One of the main risks is that internationalization continues to be perceived as strengthening the dominance of the existing powers in international higher education: regions, nations and institutions. The fact that only a very small elite of students, faculty and staff benefit from internationalization policies of governments and institutions implies that we are still far away from an inclusive internationalization.
4 RESPONSIBLE GLOBAL LEARNING FOR ALL
The main misconception about internationalization is that we consider internationalization too much as a goal in itself instead of as a means to an end. Internationalization is no more or less than a way to enhance the quality of education and research, and service to society. This quality and related internationalization as defined by De Wit et al. (2015) is under pressure, and the current global political climate (ALTBACH; DE WIT, 2017) as well as the political and economic implications of the Covid-19 pandemic are not supportive in reversing the trend, on the contrary.
De Wit and Leask (2019, p. 1) argue that,
Aligning the practice of internationalization with human values and the common global good requires that we first challenge some of our long-held views about what it is to ‘be international’ as a university, a teacher, a student, a human being. This requires pushing the boundaries of our own and others’ thinking, focusing on people and ensuring that they develop and demonstrate the institution’s espoused human values.
Pushing the boundaries in the current political, economic and social/cultural climate which is strongly inward-looking, anti-cooperation and xenophobic, accelerated by a pandemic that in itself should strengthen the need for global cooperation but seems to enhance the opposite direction, is a major challenge for higher education and its internationalization. It will take time but mostly substantive effort to shift the pendulum into the right direction of cooperation and inclusion, to shift from a mobility focused elitist approach towards a stimulus of responsible global learning for all.
Using the opportunities of integrating online education modes instead of striving to replace onsite education by online education, bringing the world into the classroom as an alternative to excluding the large majority from the opportunity to visit the world outside the classroom, connecting the local with the global, are some of the key lessons to learn, not by words only but by collective and concrete action.

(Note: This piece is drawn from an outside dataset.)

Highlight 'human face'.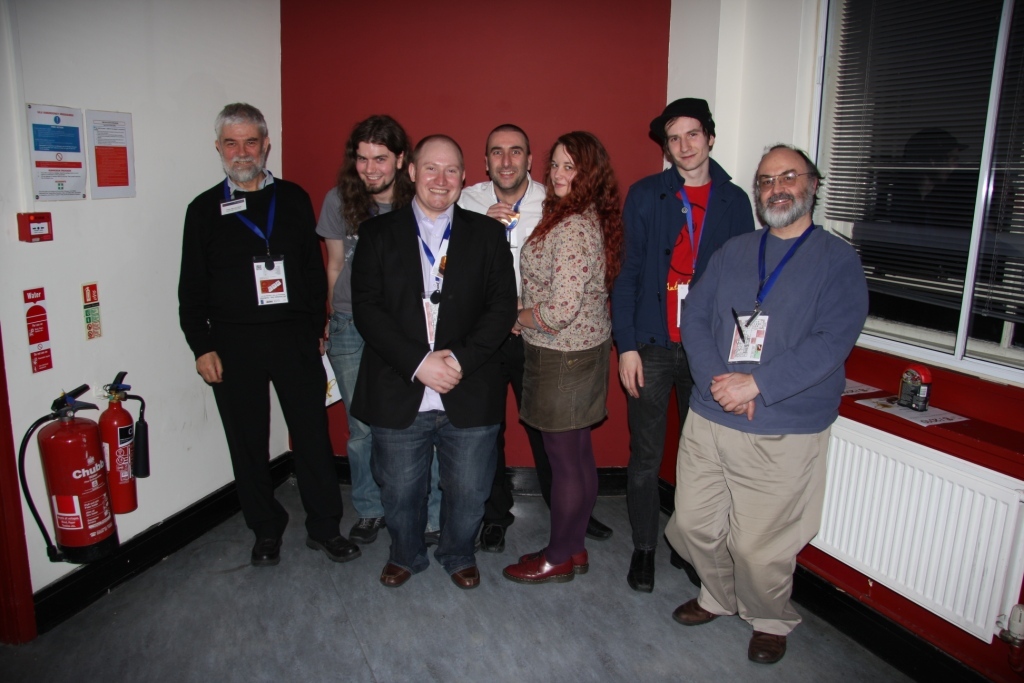
Highlighted region: x1=359 y1=145 x2=396 y2=188.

That might be making us proud of our track record and the contribution of internationalization to a more inclusive and better society.
This approach, moving from perceiving internationalization as synonym to mobility for a small elite towards addressing it as an intention for global learning for all has been advocated by academics and international education professionals over the past decades. Concerns about exclusiveness, revenue generation rationales, combined with concerns of increasing nationalism and inward-looking, and concerns of sustainability and climate change were the foundation for this advocacy. The Covid-19 pandemic has made clear that these concerns are real and will endanger the future of higher education. It is to be hoped that the global crisis resulting from the pandemic will not only be seen as a challenge but also as an opportunity to change the paradigm back to cooperation and to stimulate inclusion instead of exclusion.